Nordstrom Tower aims to surpass 1WTC

Nordstrom Tower aims to surpass 1WTC

Adrian Smith, his old firm SOM, and two pairs of towers now find themselves locked in A multi-year race for the record bookS

by TODD STOLARSKI | May 15, 2015

According to top secret documents, it appears the recently completed One World Trade Center, designed by SOM, may soon have to take a figurative step back as the tallest building in the Western Hemisphere. The original plans for another Manhattan skyscraper, the Nordstrom Tower on West 57th Street, had topped out just a foot shy of 1WTC's intentionally patriotic height of 1,776 ft.
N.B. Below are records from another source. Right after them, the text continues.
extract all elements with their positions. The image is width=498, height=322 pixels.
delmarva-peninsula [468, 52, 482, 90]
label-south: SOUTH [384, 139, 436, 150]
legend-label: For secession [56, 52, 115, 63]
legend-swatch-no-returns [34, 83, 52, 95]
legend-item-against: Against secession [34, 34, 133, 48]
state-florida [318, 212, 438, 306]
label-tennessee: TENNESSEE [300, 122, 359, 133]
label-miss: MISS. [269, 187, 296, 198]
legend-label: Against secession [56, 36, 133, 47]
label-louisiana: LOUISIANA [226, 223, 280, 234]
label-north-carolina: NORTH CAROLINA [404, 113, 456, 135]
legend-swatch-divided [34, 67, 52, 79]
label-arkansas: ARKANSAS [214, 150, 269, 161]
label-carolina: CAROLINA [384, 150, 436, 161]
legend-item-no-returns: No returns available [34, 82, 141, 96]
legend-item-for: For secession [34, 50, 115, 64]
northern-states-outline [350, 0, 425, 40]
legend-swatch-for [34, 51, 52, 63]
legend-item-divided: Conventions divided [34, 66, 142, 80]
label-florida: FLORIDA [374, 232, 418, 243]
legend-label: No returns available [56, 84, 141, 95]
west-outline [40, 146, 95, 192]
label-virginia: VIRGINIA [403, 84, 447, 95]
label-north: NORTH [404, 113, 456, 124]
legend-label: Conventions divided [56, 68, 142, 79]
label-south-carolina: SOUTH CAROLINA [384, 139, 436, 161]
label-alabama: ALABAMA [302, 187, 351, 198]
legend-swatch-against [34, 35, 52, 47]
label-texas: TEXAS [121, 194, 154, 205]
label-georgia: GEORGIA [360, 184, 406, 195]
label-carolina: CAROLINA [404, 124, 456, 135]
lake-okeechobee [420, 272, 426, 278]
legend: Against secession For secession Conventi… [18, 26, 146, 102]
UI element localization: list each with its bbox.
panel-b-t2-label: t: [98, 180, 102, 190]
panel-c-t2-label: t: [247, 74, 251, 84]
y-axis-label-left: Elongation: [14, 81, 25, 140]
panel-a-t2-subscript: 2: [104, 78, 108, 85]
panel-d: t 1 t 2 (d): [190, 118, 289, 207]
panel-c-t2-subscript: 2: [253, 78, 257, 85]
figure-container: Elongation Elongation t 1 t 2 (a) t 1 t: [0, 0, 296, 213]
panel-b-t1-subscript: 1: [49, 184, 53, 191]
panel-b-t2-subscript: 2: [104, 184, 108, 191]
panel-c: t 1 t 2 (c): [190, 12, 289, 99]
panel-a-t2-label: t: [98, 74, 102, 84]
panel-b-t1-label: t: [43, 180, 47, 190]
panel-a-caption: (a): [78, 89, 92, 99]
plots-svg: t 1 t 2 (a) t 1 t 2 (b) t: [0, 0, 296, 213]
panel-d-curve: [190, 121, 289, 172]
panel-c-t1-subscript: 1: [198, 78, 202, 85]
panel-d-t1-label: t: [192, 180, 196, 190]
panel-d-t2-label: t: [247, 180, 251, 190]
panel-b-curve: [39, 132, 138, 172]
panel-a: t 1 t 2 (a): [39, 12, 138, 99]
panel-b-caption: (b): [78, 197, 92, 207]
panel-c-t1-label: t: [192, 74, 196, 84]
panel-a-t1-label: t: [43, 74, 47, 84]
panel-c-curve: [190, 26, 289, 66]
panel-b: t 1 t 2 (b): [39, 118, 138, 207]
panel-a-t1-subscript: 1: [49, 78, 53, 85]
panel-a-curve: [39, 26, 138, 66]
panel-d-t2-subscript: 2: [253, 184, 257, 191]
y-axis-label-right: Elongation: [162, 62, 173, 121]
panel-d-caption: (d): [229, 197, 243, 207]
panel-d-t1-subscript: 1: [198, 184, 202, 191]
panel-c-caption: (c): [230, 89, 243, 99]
This month, however, New York YIMBY ("Yes, In My Back Yard") reports that 20 ft were added to the midtown tower last spring, pushing its projected height up to 1,795 ft, once completed in 2018. 

Designed by Adrian Smith + Gordon Gill Architecture (AS+GG) for Extell Development Company, it's no surprise that the concrete structure, now being built by Bovis Lend Lease, has been coy about its record-flirting size. The architect's other, even more ambitious skyscraper, the Kingdom Tower, now rising in Jeddah, Saudi Arabia, is aiming for the world record currently held by Dubai's 2,723-ft-tall Burj Khalifa, which coincidentally was designed by Adrian Smith in his previous life at SOM. According to our crosstown neighbors at the Council on Tall Buildings and Urban Habitat, the Kingdom Tower, itself, will officially claim the "world's tallest" crown in 2018 at a jaw-dropping 3,281 ft. No telling, of course, how long that fleeting honor will stay in Jeddah, though. 

Renderings courtesy of New York YIMBY.

Renderings courtesy of New York YIMBY.

For more details, read the New York YIMBY story here.